My birthday is on Saturday (Bastille Day). I’m turning old. This is usually the time of year when I load up my shopping carts around Ye Olde Internets, and start plotting for the birthday/back-to-school deluge. I sew now, though. While I’ll probably buy some stuff, I’d rather like to make things, too. My new rule is that I’ll only buy things that I cannot make (be it because of design technique or just a really amazing print).
This got me to thinking about why I buy things. Really. The reason I started sewing is because I noticed that all of the dresses I bought kept to a pretty standard formula. Full skirt, fun print, would work with a cardigan or with tights during the winter, slightly retro flair. That’s doable, I suppose. Also, I wanted really exquisite garments and was tired of just drooling at streamed Oscar de la Renta runway shows. The print issue tends to be what really gives me pause. I can find fun prints on quilter’s cotton, but I hate using it. Finding fun, non-floral prints on garment-ready fabrics is not as easy. Japanese cotton, Liberty, and widely available designer fabrics do help a ton. However, it’s really hard to keep this in mind when I’m in a store and a see beautiful dress with a lovely, interesting print that seems like it can’t be replicated.
The Anthropologie Native Birds Dress is a prime example. I was looking at it and thinking that the darling birds would push it from my sewing inspiration queue into the to-buy folder. Then I realized that there isn’t very much special about the birds, is there?
Finding a strapless dress pattern is pretty easy. I own the Colette Eclair and Vogue/Cynthia Steffe’s 1174. Both patterns use boning, which is a key feature of my favorite RTW strapless dresses. I think I could get away with doing it in an underlined (interlined?) cotton or silk. Maybe. (Erica B. did it in a linen/rayon blend a bit back. Then again, she could pretty much make anything look doable.)
What about the fabric, then?
This is Liberty Tana Lawn in a print called Childhood in view A. I love the color scheme and the whimsy of it.
I actually own this one. It’s a Milly georgette and wildly inappropriate for this application. It would make a horrible strapless dress (or, rather, I would make it into a horrible strapless dress), but it is one of my all-time favorite prints. I actively regret that I have but 2.5 yards of it. Plus, it’s basically the Tupac of fabrics. Just when you think it’s gone for good, Gorgeous Fabrics gets just a bit more of it in stock. Tease.
This Marc Jacobs fabric from Mood is lovely and bright and young. The black makes it a bit more dramatic than the first one, though, doesn’t it?
I’d rather like to do this a bit more, this channeling the dress spirits and working on my crappy mood boards. I do need stuff for school and this clarifies things greatly. It would be two birds, one stone, yes? I slay me.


WORK TASK: Set down the full listing exactly as given. Any pictures are to be left out.

DATA FOR THIS EXERCISE:
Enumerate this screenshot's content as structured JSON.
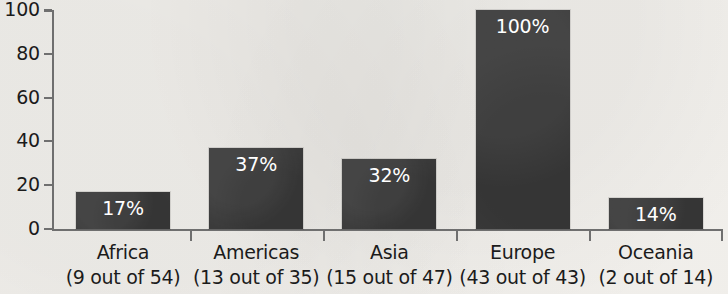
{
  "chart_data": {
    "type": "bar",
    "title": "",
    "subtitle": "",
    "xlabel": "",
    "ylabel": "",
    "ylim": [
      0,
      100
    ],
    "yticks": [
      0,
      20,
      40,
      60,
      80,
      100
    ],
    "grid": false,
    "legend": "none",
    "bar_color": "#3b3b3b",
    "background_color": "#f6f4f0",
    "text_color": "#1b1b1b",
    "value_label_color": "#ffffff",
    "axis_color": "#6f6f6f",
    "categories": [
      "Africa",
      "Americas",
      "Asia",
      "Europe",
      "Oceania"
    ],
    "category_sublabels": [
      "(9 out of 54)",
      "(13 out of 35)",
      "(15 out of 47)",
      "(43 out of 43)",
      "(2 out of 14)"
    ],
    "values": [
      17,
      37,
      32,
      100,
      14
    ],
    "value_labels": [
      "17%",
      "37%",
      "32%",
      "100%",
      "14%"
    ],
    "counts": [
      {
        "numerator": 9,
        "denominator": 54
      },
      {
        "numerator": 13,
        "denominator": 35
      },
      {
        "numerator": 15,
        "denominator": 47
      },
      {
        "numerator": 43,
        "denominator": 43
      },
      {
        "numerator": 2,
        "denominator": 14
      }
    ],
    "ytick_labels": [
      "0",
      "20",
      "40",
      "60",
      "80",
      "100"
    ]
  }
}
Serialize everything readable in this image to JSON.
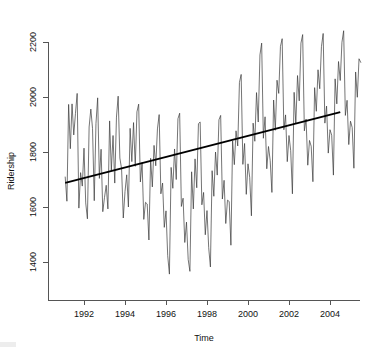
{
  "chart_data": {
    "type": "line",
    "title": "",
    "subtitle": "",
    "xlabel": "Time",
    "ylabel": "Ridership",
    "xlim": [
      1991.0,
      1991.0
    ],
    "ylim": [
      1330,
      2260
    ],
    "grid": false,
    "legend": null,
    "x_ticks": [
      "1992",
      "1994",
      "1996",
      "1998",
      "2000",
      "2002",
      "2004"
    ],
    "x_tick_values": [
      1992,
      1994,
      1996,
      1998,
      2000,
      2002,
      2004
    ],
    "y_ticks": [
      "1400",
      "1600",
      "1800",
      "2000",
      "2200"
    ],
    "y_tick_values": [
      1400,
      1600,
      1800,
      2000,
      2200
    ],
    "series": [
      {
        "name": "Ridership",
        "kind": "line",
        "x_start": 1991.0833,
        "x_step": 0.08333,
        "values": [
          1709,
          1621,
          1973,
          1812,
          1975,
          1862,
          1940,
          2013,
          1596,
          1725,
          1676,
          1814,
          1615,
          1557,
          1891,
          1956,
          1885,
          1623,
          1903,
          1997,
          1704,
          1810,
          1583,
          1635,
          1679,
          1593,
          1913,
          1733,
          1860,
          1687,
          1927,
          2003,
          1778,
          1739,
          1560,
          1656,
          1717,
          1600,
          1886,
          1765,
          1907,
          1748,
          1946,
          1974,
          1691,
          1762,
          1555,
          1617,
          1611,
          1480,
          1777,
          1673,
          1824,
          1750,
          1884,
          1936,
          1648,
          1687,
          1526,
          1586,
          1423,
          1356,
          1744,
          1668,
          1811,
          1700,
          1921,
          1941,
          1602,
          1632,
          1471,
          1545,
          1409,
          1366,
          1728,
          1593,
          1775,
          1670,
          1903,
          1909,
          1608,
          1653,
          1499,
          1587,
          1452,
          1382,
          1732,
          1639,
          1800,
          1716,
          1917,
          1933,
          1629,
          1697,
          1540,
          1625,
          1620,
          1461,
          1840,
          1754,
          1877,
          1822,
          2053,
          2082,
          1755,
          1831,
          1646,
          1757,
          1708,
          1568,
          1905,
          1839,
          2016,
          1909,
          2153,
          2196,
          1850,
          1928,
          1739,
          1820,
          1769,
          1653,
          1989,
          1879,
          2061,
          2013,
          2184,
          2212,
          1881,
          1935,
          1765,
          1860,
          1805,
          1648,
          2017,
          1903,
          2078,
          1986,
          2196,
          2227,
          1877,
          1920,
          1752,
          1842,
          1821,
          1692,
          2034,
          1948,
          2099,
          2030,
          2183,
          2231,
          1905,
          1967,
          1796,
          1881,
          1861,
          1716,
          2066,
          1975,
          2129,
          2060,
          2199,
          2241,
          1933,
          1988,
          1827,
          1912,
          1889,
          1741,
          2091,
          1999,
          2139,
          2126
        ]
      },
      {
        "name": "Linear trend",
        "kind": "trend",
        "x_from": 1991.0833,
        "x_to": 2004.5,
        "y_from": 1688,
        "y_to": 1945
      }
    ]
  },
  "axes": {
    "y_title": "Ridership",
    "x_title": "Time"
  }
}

YOUR RESPONSE:
Enumerate this screenshot's content as structured JSON.
{
  "chart_data": {
    "type": "bar",
    "title": "",
    "subtitle": "",
    "xlabel": "",
    "ylabel": "",
    "ylim": [
      0,
      100
    ],
    "yticks": [
      0,
      20,
      40,
      60,
      80,
      100
    ],
    "grid": false,
    "legend": "none",
    "bar_color": "#3b3b3b",
    "background_color": "#f6f4f0",
    "text_color": "#1b1b1b",
    "value_label_color": "#ffffff",
    "axis_color": "#6f6f6f",
    "categories": [
      "Africa",
      "Americas",
      "Asia",
      "Europe",
      "Oceania"
    ],
    "category_sublabels": [
      "(9 out of 54)",
      "(13 out of 35)",
      "(15 out of 47)",
      "(43 out of 43)",
      "(2 out of 14)"
    ],
    "values": [
      17,
      37,
      32,
      100,
      14
    ],
    "value_labels": [
      "17%",
      "37%",
      "32%",
      "100%",
      "14%"
    ],
    "counts": [
      {
        "numerator": 9,
        "denominator": 54
      },
      {
        "numerator": 13,
        "denominator": 35
      },
      {
        "numerator": 15,
        "denominator": 47
      },
      {
        "numerator": 43,
        "denominator": 43
      },
      {
        "numerator": 2,
        "denominator": 14
      }
    ],
    "ytick_labels": [
      "0",
      "20",
      "40",
      "60",
      "80",
      "100"
    ]
  }
}
Serialize everything readable in this image to JSON.
{
  "chart_data": {
    "type": "line",
    "title": "",
    "subtitle": "",
    "xlabel": "Time",
    "ylabel": "Ridership",
    "xlim": [
      1991.0,
      1991.0
    ],
    "ylim": [
      1330,
      2260
    ],
    "grid": false,
    "legend": null,
    "x_ticks": [
      "1992",
      "1994",
      "1996",
      "1998",
      "2000",
      "2002",
      "2004"
    ],
    "x_tick_values": [
      1992,
      1994,
      1996,
      1998,
      2000,
      2002,
      2004
    ],
    "y_ticks": [
      "1400",
      "1600",
      "1800",
      "2000",
      "2200"
    ],
    "y_tick_values": [
      1400,
      1600,
      1800,
      2000,
      2200
    ],
    "series": [
      {
        "name": "Ridership",
        "kind": "line",
        "x_start": 1991.0833,
        "x_step": 0.08333,
        "values": [
          1709,
          1621,
          1973,
          1812,
          1975,
          1862,
          1940,
          2013,
          1596,
          1725,
          1676,
          1814,
          1615,
          1557,
          1891,
          1956,
          1885,
          1623,
          1903,
          1997,
          1704,
          1810,
          1583,
          1635,
          1679,
          1593,
          1913,
          1733,
          1860,
          1687,
          1927,
          2003,
          1778,
          1739,
          1560,
          1656,
          1717,
          1600,
          1886,
          1765,
          1907,
          1748,
          1946,
          1974,
          1691,
          1762,
          1555,
          1617,
          1611,
          1480,
          1777,
          1673,
          1824,
          1750,
          1884,
          1936,
          1648,
          1687,
          1526,
          1586,
          1423,
          1356,
          1744,
          1668,
          1811,
          1700,
          1921,
          1941,
          1602,
          1632,
          1471,
          1545,
          1409,
          1366,
          1728,
          1593,
          1775,
          1670,
          1903,
          1909,
          1608,
          1653,
          1499,
          1587,
          1452,
          1382,
          1732,
          1639,
          1800,
          1716,
          1917,
          1933,
          1629,
          1697,
          1540,
          1625,
          1620,
          1461,
          1840,
          1754,
          1877,
          1822,
          2053,
          2082,
          1755,
          1831,
          1646,
          1757,
          1708,
          1568,
          1905,
          1839,
          2016,
          1909,
          2153,
          2196,
          1850,
          1928,
          1739,
          1820,
          1769,
          1653,
          1989,
          1879,
          2061,
          2013,
          2184,
          2212,
          1881,
          1935,
          1765,
          1860,
          1805,
          1648,
          2017,
          1903,
          2078,
          1986,
          2196,
          2227,
          1877,
          1920,
          1752,
          1842,
          1821,
          1692,
          2034,
          1948,
          2099,
          2030,
          2183,
          2231,
          1905,
          1967,
          1796,
          1881,
          1861,
          1716,
          2066,
          1975,
          2129,
          2060,
          2199,
          2241,
          1933,
          1988,
          1827,
          1912,
          1889,
          1741,
          2091,
          1999,
          2139,
          2126
        ]
      },
      {
        "name": "Linear trend",
        "kind": "trend",
        "x_from": 1991.0833,
        "x_to": 2004.5,
        "y_from": 1688,
        "y_to": 1945
      }
    ]
  },
  "axes": {
    "y_title": "Ridership",
    "x_title": "Time"
  }
}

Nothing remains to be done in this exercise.